I have a whole world behind any painting/ installation, and its rather crazy. For years and years, I’ve collected photos from books, magazines, my life, movies, screenshots. I copy them, cut them up, have drawers full of these parts labeled SET, ACTOR, HOUSE, OBJECTS, NATURE. I make collages from the parts, put them in groups and edit until I see a vision of works that all speak together. They are theater sets of a place I imagine I want to be, or somewhere, something that shows a point of view, thought, idea. If I could create an expression of delight, or of a moon shadow, of the earth, while you are in a domestic world…. with objects and patterns… that is what I see.

The patterns are stripped down low-fi, reduced to Atari noise, simple shapes and geometry that serve a decorative or energy or serve the painterly abstraction in the work. It is hard not to reference the specific origins/tribes/traditions/rituals as all shapes and designs have been done and create a point of reference. Pattern is never simple, and it holds the spirit of the people in a time and place. I increasingly reduce the specificity of the pattern unless I intend a reference to Japan/Africa/Navajo, etc.

How has your practice evolved over the years? Were you always interested in patterns?

My practice has always been to collect notebooks and folders of ideas and images, draw and paint from life, and use it all to make abstract/expressive paintings. It always involved pattern. I’m disrupting the picture plane with sculpture or pattern and have moved on to assemblage work to keep bouncing the framing elements in and around depicted elements of the work.

Color is obviously a very important part of your work – can you explain how you go about choosing the various color palettes that appear in your paintings?

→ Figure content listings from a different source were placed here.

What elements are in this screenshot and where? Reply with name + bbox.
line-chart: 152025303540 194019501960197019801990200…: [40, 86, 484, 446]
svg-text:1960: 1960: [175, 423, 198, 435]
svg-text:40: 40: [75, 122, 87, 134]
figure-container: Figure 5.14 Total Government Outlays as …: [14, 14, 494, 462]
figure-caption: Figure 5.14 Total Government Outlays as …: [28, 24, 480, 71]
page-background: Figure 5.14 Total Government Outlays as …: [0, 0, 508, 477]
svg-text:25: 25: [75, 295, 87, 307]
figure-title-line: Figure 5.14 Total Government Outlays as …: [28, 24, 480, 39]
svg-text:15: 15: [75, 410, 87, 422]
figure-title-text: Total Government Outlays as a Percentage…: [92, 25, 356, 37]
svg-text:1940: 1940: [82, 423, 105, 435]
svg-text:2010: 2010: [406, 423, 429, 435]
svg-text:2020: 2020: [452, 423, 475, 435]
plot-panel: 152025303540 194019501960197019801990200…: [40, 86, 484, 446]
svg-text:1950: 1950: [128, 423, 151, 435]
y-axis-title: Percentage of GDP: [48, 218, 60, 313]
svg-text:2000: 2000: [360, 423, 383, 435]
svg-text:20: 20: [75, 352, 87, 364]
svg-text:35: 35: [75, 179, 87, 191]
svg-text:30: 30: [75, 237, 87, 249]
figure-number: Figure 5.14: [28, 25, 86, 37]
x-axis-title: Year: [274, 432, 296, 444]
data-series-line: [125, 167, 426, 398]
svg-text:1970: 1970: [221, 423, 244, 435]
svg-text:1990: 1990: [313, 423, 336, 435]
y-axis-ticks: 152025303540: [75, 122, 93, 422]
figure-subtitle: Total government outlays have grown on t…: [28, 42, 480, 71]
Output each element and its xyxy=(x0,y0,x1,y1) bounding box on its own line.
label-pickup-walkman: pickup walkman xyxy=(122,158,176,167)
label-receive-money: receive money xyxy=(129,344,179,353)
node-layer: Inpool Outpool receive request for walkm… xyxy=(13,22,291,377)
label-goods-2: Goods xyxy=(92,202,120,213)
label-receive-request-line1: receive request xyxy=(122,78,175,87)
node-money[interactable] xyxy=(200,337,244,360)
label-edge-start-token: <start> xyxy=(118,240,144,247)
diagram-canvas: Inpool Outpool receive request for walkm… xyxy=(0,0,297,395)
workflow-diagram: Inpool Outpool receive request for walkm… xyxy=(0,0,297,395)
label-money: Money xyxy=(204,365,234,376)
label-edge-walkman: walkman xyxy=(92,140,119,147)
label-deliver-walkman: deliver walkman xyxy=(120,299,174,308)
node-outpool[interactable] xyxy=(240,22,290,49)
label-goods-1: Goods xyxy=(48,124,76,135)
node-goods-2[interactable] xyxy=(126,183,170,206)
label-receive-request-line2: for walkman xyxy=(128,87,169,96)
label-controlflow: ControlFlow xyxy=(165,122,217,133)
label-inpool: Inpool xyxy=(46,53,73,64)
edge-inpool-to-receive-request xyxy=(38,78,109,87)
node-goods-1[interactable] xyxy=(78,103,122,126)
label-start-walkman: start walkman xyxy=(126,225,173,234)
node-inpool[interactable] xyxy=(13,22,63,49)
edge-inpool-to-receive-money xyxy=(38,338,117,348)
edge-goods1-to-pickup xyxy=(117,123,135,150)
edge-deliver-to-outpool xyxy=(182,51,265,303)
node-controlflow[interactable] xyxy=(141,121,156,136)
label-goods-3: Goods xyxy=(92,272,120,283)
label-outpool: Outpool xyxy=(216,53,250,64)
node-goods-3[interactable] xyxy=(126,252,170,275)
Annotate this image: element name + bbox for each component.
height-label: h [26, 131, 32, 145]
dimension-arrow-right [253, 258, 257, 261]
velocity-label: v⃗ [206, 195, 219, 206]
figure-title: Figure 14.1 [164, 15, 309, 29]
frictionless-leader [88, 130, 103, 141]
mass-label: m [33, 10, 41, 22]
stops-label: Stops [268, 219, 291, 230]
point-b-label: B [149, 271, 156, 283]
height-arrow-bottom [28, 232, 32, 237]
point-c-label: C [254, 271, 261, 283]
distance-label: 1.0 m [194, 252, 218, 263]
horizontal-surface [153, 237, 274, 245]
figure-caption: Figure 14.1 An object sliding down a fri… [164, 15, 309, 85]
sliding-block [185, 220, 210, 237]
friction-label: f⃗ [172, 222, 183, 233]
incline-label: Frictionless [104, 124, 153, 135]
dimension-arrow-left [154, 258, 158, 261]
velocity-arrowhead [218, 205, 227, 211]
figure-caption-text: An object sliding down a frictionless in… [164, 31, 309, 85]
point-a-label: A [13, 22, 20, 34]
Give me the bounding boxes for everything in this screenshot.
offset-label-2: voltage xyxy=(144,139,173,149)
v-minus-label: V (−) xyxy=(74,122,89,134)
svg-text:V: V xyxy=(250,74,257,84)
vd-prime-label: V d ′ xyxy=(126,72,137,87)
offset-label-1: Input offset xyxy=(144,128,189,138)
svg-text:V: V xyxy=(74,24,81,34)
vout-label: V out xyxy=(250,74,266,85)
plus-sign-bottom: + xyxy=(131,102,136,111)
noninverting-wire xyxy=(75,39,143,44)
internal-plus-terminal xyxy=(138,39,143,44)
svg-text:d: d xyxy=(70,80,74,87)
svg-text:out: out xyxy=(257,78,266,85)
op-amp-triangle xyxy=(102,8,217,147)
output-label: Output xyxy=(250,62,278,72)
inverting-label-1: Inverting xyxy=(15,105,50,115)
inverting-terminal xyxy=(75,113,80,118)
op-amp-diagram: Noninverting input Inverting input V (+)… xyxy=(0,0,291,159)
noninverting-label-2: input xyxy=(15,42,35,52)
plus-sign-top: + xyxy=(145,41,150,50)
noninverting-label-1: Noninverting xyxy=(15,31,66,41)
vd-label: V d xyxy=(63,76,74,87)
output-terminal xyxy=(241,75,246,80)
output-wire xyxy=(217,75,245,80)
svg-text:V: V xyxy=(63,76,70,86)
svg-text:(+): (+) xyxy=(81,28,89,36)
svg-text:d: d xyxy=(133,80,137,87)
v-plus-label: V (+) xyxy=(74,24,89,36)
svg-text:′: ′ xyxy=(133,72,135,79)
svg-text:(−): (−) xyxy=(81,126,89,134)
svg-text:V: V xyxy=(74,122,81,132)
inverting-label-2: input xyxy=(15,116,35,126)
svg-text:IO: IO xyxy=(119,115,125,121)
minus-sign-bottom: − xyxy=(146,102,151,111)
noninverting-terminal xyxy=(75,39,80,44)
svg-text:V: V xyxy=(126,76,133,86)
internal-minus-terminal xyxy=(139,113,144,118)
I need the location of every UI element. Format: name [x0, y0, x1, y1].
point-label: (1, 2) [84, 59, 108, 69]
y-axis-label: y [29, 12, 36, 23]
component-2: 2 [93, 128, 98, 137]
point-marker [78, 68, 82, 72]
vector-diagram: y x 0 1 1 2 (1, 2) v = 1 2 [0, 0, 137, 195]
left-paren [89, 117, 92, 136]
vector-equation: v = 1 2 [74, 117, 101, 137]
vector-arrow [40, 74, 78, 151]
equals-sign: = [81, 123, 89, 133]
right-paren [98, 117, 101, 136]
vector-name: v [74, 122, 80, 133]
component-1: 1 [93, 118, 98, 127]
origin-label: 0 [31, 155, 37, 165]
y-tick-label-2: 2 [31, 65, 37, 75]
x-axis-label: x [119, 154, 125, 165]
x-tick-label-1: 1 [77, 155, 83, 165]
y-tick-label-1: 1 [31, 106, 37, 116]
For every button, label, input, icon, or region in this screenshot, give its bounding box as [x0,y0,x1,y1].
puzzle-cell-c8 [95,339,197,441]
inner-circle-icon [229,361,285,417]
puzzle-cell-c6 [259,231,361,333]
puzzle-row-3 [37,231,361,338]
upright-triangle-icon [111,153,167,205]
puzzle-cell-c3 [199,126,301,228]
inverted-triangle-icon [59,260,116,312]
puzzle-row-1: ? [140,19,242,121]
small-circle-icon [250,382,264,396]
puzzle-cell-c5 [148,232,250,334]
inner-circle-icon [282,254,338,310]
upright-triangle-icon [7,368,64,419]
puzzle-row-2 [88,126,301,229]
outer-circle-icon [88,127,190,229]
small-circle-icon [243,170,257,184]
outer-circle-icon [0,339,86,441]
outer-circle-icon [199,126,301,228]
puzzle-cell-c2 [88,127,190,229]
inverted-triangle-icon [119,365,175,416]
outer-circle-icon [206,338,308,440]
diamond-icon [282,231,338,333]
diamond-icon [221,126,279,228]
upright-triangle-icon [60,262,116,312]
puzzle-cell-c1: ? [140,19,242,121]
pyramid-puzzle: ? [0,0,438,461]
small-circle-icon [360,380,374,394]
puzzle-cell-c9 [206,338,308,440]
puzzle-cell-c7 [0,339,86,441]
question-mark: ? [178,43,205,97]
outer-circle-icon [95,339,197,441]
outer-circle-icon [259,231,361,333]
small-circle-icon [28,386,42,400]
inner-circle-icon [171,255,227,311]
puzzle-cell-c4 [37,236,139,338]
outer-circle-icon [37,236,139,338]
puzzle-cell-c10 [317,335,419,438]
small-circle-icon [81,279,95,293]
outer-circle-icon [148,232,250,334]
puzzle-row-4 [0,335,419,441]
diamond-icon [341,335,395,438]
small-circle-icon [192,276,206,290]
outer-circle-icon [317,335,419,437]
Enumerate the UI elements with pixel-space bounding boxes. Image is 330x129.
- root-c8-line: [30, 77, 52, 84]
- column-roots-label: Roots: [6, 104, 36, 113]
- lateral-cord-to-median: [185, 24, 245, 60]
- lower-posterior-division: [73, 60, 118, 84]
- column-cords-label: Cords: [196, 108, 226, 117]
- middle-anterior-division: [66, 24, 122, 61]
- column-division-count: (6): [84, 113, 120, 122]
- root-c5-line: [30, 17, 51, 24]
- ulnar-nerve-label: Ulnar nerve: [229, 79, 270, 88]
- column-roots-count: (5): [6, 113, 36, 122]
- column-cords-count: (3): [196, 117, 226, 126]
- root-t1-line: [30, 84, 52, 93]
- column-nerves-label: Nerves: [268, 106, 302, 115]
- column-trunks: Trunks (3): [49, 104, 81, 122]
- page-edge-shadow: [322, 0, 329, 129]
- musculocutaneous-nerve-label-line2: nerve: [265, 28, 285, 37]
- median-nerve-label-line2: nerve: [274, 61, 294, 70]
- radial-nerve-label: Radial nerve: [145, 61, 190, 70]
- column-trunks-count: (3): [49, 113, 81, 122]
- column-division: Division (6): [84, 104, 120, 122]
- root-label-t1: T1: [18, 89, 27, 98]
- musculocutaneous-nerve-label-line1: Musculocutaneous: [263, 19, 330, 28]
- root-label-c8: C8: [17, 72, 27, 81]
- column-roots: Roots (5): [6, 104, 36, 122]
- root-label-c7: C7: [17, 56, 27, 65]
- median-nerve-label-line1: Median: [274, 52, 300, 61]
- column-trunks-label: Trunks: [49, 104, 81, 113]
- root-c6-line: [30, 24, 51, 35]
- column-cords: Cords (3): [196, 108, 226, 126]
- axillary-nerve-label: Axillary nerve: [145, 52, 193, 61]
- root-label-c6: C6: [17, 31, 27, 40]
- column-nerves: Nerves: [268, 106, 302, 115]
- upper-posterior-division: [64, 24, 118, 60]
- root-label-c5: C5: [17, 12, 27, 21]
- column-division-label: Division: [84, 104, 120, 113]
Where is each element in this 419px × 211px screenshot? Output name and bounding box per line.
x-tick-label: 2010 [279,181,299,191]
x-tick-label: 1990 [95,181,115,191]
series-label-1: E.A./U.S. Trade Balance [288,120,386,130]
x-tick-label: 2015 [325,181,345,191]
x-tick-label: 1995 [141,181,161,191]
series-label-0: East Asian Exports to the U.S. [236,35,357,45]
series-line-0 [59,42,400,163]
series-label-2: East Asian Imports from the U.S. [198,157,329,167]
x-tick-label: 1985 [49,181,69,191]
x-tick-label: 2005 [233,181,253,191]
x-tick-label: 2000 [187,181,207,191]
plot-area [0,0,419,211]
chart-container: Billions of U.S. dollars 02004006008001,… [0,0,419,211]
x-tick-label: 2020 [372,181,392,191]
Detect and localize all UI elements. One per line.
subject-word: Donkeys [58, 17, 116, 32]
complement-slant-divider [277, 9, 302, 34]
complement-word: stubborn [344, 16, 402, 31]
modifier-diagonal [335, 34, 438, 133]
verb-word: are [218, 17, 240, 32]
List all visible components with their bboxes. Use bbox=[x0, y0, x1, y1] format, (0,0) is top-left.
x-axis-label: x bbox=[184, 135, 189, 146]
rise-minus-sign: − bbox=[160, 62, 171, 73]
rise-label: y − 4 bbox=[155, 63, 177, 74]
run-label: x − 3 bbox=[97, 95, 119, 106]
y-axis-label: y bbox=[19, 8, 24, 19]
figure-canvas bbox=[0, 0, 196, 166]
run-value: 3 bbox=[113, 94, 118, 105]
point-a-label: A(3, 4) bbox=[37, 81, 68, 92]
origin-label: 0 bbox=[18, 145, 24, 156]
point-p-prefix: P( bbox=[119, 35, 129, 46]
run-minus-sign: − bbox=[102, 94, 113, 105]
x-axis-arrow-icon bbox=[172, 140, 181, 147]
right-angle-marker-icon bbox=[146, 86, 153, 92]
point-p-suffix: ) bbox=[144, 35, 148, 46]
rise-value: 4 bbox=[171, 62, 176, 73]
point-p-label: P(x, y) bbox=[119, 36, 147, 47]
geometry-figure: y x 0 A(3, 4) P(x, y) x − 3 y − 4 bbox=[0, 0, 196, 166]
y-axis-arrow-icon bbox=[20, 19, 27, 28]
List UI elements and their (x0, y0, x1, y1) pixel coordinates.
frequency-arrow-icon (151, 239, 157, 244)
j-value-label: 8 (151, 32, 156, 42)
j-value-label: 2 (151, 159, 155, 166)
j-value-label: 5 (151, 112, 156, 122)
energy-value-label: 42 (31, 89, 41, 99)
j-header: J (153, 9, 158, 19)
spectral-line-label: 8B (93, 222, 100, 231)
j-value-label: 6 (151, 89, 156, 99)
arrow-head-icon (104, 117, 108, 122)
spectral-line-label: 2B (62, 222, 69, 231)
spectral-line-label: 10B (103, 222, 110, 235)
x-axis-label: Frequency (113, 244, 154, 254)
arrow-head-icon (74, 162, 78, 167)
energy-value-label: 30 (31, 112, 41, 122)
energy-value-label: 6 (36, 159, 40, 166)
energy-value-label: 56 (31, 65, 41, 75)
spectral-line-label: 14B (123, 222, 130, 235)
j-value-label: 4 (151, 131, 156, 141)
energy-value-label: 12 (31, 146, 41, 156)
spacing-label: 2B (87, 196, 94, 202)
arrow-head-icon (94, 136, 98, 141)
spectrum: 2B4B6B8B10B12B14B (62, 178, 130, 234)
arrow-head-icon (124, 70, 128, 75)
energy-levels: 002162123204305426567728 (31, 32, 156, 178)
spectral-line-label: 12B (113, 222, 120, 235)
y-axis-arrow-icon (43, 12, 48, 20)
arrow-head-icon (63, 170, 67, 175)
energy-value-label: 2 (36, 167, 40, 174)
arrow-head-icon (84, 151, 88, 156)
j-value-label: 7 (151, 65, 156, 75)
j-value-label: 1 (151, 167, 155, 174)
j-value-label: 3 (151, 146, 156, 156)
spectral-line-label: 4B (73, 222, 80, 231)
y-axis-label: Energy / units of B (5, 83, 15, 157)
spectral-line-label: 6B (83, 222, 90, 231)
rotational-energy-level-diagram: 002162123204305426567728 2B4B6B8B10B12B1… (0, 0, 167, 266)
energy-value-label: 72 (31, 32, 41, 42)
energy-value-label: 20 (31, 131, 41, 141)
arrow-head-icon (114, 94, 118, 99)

I have changed my practice, observing artists I love and how they work, to pre-mixing a large range of colors and starting a palette with a certain color as a main inspiration. The more I glaze and darken the painting, the more light can create. When I was first starting out in painting, I was in Washington DC. I would take a tin pencil box, with a full palette of paint, a few brushes and a few small primed panels and work directly from life in bars and cafes. It’s more difficult to create a sense of light in the studio.

Your work is very fun and playful– is the creation process also fun for you?

I do make my art making practice fun. I use colors that make you feel like you are on a beach on Jamaica. At the same time, there is an almost always a double entendre to the work, a second meaning or several readings. I was once listening to a German politician talking about America as a great seductress, and no one likes to be seduced. I find seduction a core challenge in being a woman in the world. You can, however, use it as an advantage in a painting. Seduction can be a ploy to get you looking until you see there may be sharks in the water.

At the end of every interview, we like to ask the artist to recommend a friend whose work you love for us to interview next. Who would you suggest?

I think Elizabeth Glaessner is an incredible artist at PPOW. She is on our studio floor and doing amazing new work, total original.